Reflections on Intergenerational Participatory Action Research: Best Practices and Challenges

By Wendy Y. Perez, Ph.D, Joanna D. Geller, Ph.D, Lisette M. DeSouza, Ph.D, & Arianna Jackson

Introduction

In 2021, the William T. Grant Foundation awarded the Center for Policy, Research, and Evaluation at the NYU Metro Center a grant to explore how a community-based civic leadership initiative for parents/caregivers and their children--the Children’s Leadership Training Institute (CLTI) and the Parent Leadership Training Institute (PLTI)--could disrupt power inequities to influence educational systems and institutions. We hypothesized that simultaneously building the leadership capacity of both children and adults would embed civic knowledge, skills, and confidence within the family, and lead to more sustainable civic engagement and collective action. The PLTI and CLTI Participatory Action Research team is one part of the larger 4-year mixed methods study.

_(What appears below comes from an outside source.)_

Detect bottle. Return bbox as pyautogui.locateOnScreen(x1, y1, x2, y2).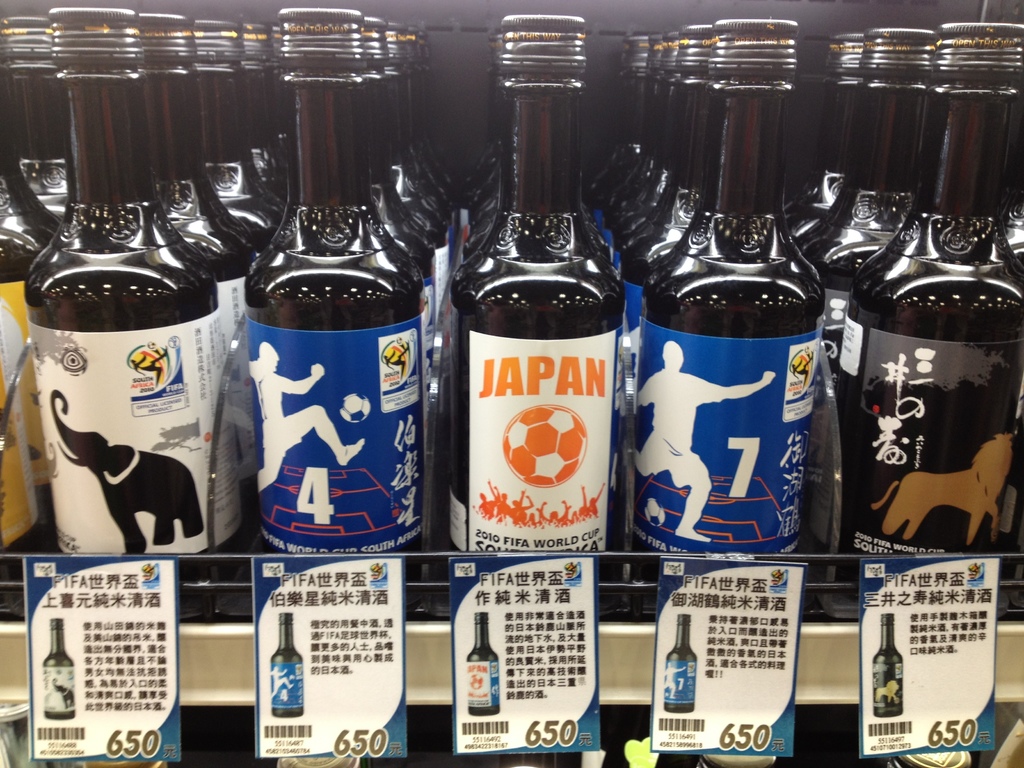
pyautogui.locateOnScreen(0, 4, 75, 236).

Participatory action research (PAR) includes representative voices of study participants on the research team and aims to partner with communities to conduct research that will benefit their communities (De Oliveira, 2023). Youth participatory action research (YPAR) allows youth to conduct research relevant to their lives, schools, and communities (Leman et al., 2025). Importantly, YPAR acknowledges that youth have expertise regarding their lived experiences, which are often the focus of research (Leman et al., 2025). YPAR can be an opportunity for youth to exercise autonomy, gain leadership skills, and develop their social identities as changemakers (Ballonoff Suleiman et al., 2021). Similarly, adults benefit from PAR because it allows for trust and mutual respect, diverse perspectives, the lived experiences of those studied to be part of the research, and action based on the results (Balcazar et al., 2009).

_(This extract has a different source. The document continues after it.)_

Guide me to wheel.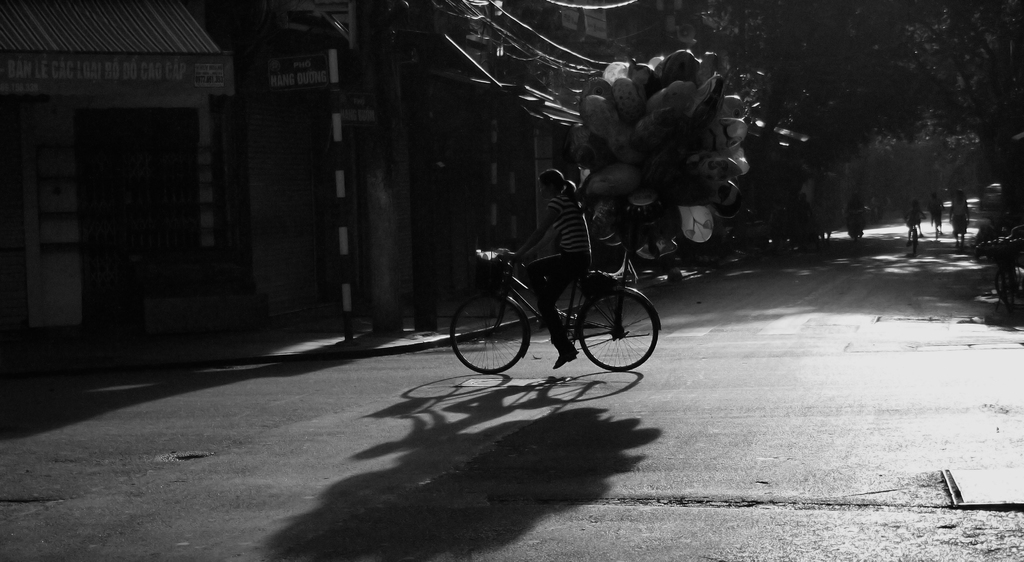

Towards this end, our research team partnered with three PLTI/CLTI sites nationwide to form a PAR team for our study on family civics. PLTI and CLTI include 20-week lessons on topics such as parents as change agents, how local systems work and how to interact with them, using your voice, and public policy. Each program consists of a community project. CLTI classes parallel PLTI class topics and are presented in age appropriate ways to the children who participate who usually range in age from 3-12.

One of our study research questions focused on how CLTI and PLTI alumni continued to be civically engaged and how they created stronger communities for children and families. We knew that CLTI and PLTI alumni and staff would be best positioned to help answer that question, as they were closer to the experience and more connected with their communities. We also knew from past projects that participatory research is rewarding for individuals and organizations (Center for Policy, Research, and Evaluation, 2024). In this brief, we share how we recruited PAR team members and organized meetings. We also share best practices, challenges, and recommendations. We include sample meeting agendas as an appendix.